President Vladimir Putin flew in to Crimea yesterday, marking the Soviet victory in World War II and proclaiming the success of the peninsula’s seizure from a Ukraine that Russia says has been taken over by fascists.

The head of Nato, locked in its gravest confrontation with Russia since the Cold War, condemned Putin’s visit to Crimea, whose annexation in March has not been recognised by Western powers. He also renewed doubts over an assurance by the Kremlin leader that he had pulled back troops from the Ukrainian border.

Meanwhile later in the evening the US also criticised Putin's visit to Crimea as provocative and repeated the US rejection of Moscow’s annexation of the Black Sea peninsula.

Russian President’s visit is a provocation intended to escalate crisis

“This trip is provocative and unnecessary. Crimea belongs to Ukraine and we don’t recognise, of course, the illegal and illegitimate steps by Russia in that regard,” State Department spokeswoman Jen Psaki told reporters at her daily briefing. The US has not seen a withdrawal of Russian forces from its border with Ukraine announced by Putin earlier this week, the spokeswoman added, urging Moscow to calm tensions.

“We want Russia to take de-escalatory steps. We believe they can influence the actions of separatists on the ground.

“There is more they can do. And, obviously, President Putin’s trip to Crimea is not in the direction we are looking for,” she said.

Psaki acknowledged that US Secretary of State John Kerry and Russian Foreign Minister Sergei Lavrov held their second telephone call in as many days to discuss Ukraine. She said there were no firm plans for new meetings on Ukraine between Washington and Moscow.

According to Russia’s Foreign ministry, in yesterday’s talk Lavrov called for urgent dialogue, mediated by the Organization for Security and Co­operation in Europe, between Kiev and southeastern regions of Ukraine. Psaki repeated the US view that Ukraine must be represented in any talks about its future.

The government in Kiev called Putin’s visit, his first since the takeover of the region two months ago, a “provocation” that was intended deliberately to escalate the crisis.

Watching a military parade in Sevastopol on the Black Sea, Putin said: “I am sure that 2014 will go into the annals of our whole country as the year when the nations living here firmly decided to be together with Russia, affirming fidelity to the historical truth and the memory of our ancestors.”

Earlier in the day, he had presided over the biggest Victory Day parade in Moscow for years. The passing tanks, aircraft and intercontinental ballistic missiles were a reminder to the world – and Russian voters – of Putin’s determination to revive Moscow’s global power, 23 years after the Soviet collapse.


• Try it
If a line in the records below contains "Corporate", copy that line.

• Source records
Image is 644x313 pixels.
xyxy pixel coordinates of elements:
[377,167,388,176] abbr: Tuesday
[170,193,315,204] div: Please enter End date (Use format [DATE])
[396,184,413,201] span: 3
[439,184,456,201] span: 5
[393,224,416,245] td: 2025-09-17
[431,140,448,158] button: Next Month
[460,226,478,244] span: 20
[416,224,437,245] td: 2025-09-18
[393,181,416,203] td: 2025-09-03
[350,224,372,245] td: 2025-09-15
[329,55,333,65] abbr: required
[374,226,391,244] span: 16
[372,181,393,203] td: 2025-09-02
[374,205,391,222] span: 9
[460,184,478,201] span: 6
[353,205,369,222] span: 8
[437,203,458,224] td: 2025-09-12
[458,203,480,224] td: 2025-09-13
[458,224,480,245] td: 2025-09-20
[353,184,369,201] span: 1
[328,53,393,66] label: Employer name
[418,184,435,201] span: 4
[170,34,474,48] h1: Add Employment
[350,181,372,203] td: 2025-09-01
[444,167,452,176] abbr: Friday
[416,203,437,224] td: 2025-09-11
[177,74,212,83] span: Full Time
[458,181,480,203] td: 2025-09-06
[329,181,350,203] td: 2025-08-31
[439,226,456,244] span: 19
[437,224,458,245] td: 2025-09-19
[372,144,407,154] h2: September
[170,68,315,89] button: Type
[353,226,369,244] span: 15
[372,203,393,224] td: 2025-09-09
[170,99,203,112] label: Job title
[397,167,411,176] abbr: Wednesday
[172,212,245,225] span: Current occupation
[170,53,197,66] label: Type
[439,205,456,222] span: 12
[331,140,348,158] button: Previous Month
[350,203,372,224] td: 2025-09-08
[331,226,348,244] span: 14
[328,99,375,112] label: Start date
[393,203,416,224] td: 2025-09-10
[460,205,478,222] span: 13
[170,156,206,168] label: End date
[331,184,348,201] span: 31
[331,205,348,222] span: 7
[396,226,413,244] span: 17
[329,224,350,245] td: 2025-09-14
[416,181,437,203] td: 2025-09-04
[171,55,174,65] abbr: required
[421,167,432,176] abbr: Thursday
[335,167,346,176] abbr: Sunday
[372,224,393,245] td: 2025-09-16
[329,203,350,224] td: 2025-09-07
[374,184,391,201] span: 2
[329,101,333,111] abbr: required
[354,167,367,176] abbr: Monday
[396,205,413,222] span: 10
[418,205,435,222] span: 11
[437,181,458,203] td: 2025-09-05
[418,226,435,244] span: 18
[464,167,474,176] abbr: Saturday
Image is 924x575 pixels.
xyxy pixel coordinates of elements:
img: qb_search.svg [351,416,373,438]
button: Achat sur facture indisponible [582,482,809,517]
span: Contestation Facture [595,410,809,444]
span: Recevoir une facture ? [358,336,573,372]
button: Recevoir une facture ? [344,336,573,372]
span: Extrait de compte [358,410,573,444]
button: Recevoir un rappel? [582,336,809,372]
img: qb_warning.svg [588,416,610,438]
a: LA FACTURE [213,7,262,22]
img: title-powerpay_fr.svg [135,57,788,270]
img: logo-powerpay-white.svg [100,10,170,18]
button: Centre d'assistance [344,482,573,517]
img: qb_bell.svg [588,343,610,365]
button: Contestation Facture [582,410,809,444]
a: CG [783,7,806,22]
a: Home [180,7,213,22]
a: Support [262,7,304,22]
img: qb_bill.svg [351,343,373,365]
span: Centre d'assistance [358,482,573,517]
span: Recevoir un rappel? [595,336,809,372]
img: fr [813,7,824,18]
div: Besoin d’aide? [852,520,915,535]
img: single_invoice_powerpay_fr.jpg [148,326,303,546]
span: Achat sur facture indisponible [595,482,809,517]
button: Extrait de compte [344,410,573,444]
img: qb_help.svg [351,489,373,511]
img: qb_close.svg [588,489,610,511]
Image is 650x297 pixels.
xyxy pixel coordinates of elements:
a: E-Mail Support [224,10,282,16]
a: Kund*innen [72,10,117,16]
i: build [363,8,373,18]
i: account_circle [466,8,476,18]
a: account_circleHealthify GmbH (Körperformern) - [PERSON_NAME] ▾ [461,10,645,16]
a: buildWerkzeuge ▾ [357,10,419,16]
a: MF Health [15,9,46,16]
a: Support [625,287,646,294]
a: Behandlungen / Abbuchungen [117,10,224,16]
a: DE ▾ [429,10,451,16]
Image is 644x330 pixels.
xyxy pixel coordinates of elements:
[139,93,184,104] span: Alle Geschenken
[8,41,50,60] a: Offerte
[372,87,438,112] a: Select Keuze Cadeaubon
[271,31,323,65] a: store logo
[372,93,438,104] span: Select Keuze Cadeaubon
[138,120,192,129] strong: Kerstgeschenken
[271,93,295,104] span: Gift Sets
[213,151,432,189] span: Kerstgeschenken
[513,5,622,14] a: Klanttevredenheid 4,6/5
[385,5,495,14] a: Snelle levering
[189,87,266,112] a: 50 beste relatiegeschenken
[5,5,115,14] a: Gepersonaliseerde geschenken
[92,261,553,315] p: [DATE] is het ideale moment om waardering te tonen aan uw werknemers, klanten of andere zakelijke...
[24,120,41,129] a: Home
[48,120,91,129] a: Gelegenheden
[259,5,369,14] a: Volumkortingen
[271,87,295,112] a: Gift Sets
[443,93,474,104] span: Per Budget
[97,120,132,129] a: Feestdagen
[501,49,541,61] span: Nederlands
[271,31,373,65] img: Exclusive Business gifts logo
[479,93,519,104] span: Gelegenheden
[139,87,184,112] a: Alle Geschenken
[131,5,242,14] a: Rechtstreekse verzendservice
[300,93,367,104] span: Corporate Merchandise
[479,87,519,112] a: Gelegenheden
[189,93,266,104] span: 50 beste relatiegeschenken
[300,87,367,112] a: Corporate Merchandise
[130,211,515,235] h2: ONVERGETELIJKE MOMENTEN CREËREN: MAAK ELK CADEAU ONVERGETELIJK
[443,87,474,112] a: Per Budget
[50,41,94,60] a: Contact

• Answer section
[300,93,367,104] span: Corporate Merchandise
[300,87,367,112] a: Corporate Merchandise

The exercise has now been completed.